Coping with the loss of a loved one during the Christmas season is a topic that groups such as funeral homes offer to the public this time of year. 

“The holidays are difficult because there are a lot of expectations placed on us,” a counselor at Blaney Funeral Home told me in 2009. “The season sparks us with the reminder that it’s Christmas and our loved one is not with us. We are supposed to be full of holiday spirit, but at times we are not able to muster any happiness.”

Outreach to loved ones, especially seniors, was also the topic of an editorial I wrote a few years ago: “Loneliness can be one of the hardships of growing older, especially when a spouse dies, and it may be intensified during the holiday season.” (The video below illustrates this point.)

Charlie's Bar in Northern Ireland created this video, which shows an elderly man who places a bouquet of flowers on his wife’s grave and then finds Christmas cheer at a pub with a couple who sit, drink and talk to him.

Recently, my two best friends, Kevin George and Ken Vigil — who grew up in my hometown of Ogden, attended college with me and both stood in my wedding — lost a parent.

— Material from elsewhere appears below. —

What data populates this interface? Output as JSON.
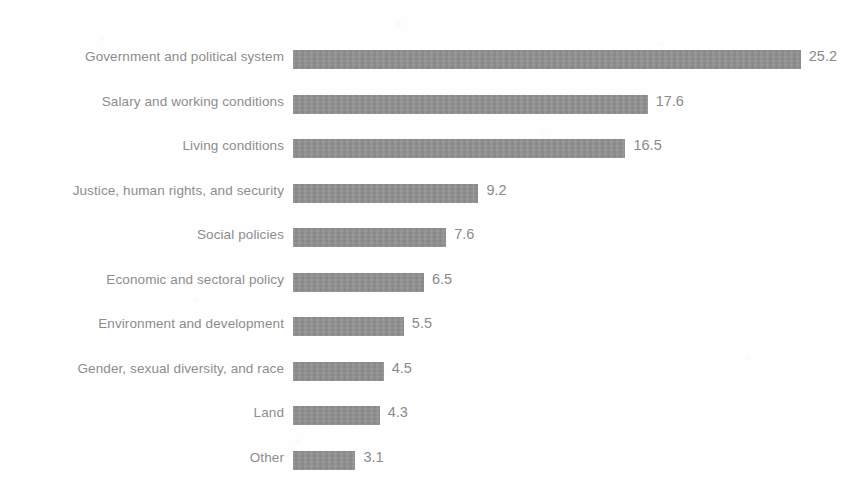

You can say we share that parental grief. But we also have in common the loss of another close friend, Riley Beckstead. 

Kevin, Ken and Riley all attended Bonneville High School in Ogden (I attended Ben Lomond High) and were cross country and track stars. Our paths crossed at the College of Eastern Utah and at Utah State University, where I was married at St. Jerome’s Chapel in 1982.

Riley, a musician, pole vaulter and budding poet and philosopher, was my best man. In 1992, he died of brain cancer. Riley’s death was really my first close-up experience with grief. Kevin, Ken and I were pallbearers at Riley’s funeral. 

A few days ago, I found a Christmas letter Riley had written to me and my wife Laurie. It was written as a poem, with stanza and rhyme, chronicling our friendship over the years. Riley was 32 when he died. His abbreviated life — sans all of the memories with me, Kevin and Ken that could have been — has stayed with me. Every Christmas, when Laurie and I place ornaments on our tree, we are reminded of Riley by the homemade ornament he gave us, which features his photo.

A homemade Christmas ornament of my late friend Riley Beckstead, left, and a Christmas letter he sent a few years before his death.

This Christmas, there will be moments when memories of Christmases past bring sadness. It could be triggered by a song, a photograph or a letter written by a loved one. 

A suggestion from the Blaney Funeral Home counselor: do not be afraid of the memories or of talking about what you are feeling. Family and friends want to hear from you and follow your lead in mentioning the deceased, she said. A good way to keep memories alive is to have a candle that is always lit in a prominent place in the home with a picture of your loved one next to it.